Okay, there's a lot of interesting stuff happening here: "a more" echoes "amore," or love (in a poem about pets, which seems appropriate); "a more" also juxtaposes the singular with the plural, (which is interesting in a poem about pets as representatives of species). But the most interesting thing is this: while the poem lacks even a vestige of the subject-verb-object relation that would make it interpretable in any conventional way, it is not so much indeterminate as determinable by means other than the conventional ones. The first stanza lays out a series of distinct species, and the stanzas that follow start to pair up those species, later on producing weird hybrids like the "rabbitrat" or "rabbitnot," and even seemingly grotesque or diminished variants like the "turtle trtl" we meet near the end of the poem. The rules of assembly here are not syntactical, but a kind of mimicing of genetic manipulation and modification, and the poem is less an indeterminate mystery than it is a use of unusual form to meditate on a topic. It's as if Eduardo Kac, instead of opening an ethical can of worms by creating green rabbits as artworks, had undertaken his investigation in language. I mean, you can comprehend a poem like this, in a way that you can't with poems that traffic in hermeneutic negative capability.

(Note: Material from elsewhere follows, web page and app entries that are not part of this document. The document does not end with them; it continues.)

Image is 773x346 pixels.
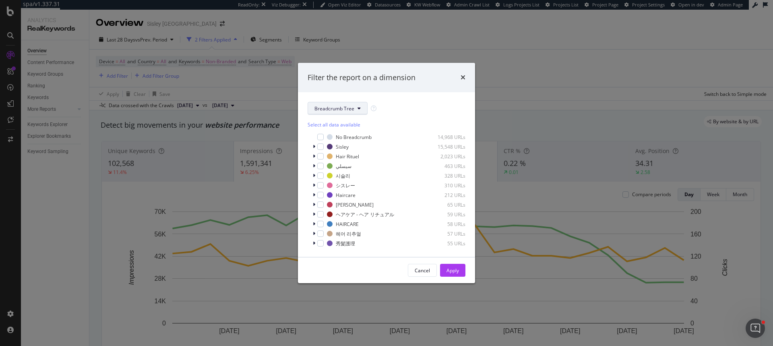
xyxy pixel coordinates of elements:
[336,211,394,218] div: ヘアケア - ヘア リチュアル
[426,230,465,237] div: 57 URLs
[426,163,465,169] div: 463 URLs
[298,63,475,283] div: modal
[336,182,355,189] div: シスレー
[336,201,374,208] div: [PERSON_NAME]
[336,240,355,247] div: 秀髮護理
[336,143,349,150] div: Sisley
[415,267,430,274] div: Cancel
[426,182,465,189] div: 310 URLs
[426,143,465,150] div: 15,548 URLs
[426,211,465,218] div: 59 URLs
[336,163,351,169] div: سيسلي
[446,267,459,274] div: Apply
[336,192,355,198] div: Haircare
[336,172,350,179] div: 시슬리
[308,121,465,128] div: Select all data available
[426,240,465,247] div: 55 URLs
[426,172,465,179] div: 328 URLs
[460,72,465,83] div: times
[336,153,359,160] div: Hair Rituel
[308,102,367,115] button: Breadcrumb Tree
[314,105,354,112] span: Breadcrumb Tree
[408,264,437,277] button: Cancel
[426,201,465,208] div: 65 URLs
[336,134,372,140] div: No Breadcrumb
[426,153,465,160] div: 2,023 URLs
[308,72,415,83] div: Filter the report on a dimension
[336,221,359,227] div: HAIRCARE
[440,264,465,277] button: Apply
[426,221,465,227] div: 58 URLs
[426,134,465,140] div: 14,968 URLs
[426,192,465,198] div: 212 URLs
[336,230,361,237] div: 헤어 리추얼
[745,318,765,338] iframe: Intercom live chat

I think that many of the poems Josh Corey's thinking about when he writes that "sometimes post-avant poetry has the sameness of unrestraint" in its emphasis on "phrases meeting cute" have this kind of semi-indeterminacy. While the phrases are syntacticaly disjunctive, there's usually some kind of wordplay that creates a similarity between the phrases, and the actually determinable point of the poem will be that there are more kinds of linguistic coherence than are dreamed of in J.L. Austin's philosophy. Sometimes, in those poetries that take pleasure in skipping from one kind of linguistic connection to another (I love Josh's "phrases meeting cute" as a description of this) that's all there is to the poem. This can seem tremendously clever or stupendously tedious, depending on the poem, or how late into the evening the reading takes place. I've been at group readings where, after six or seven poets working this vein of indeterminacy, no degree of cleverness will overcome my desire to club myself into a stupor with a chair. Thank god the chairs are usually too full of poets and professors for me to get my hands on one and lay into myself.

So why does what I've pretentiously called The Age of Indeterminacy run from 1962 until 2005? '62 was the year of Asbery's Tennis Court Oath, which seems as good a year as any to pick for the time when indeterminacies of various kinds pulled ahead of contingent difficulties (intertextual look-it-up-or-you-won't-get-it stuff) as the leading kind of difficulty in American poetry. '05 is, of course, now -- the year when I realized that indeterminacy (like the rhizome), had started to become a mannerism. This has happenend with indeterminacy before, around a hundred years ago. Then it led to some modernist grumbling about "the exact word," "direct treatment of the thing," and a poetry "austere, direct, and free from emotional slither." I don't see such a puritanical reaction on the horizon right now, but something's afoot when David Orr calls Jorie Graham out for being "strangely bleary" in her "arty vagueness," and plausibly asks (of the beginning of Graham's ''Praying (Attempt of April 19 '04)'') "what are these lines about? Generalized angst? Adobe Acrobat?"

So, by the powers vested in me by...by...what? By my independence from both Helen Vendler and Ron Silliman? Perhaps by the powers vested in me by my own insolence? Whatever. I hereby declare the Age of Indeterminacy in the mid-stages of its decadence. Any comments on my crude schema and/or my unsupportable declaration are welcome.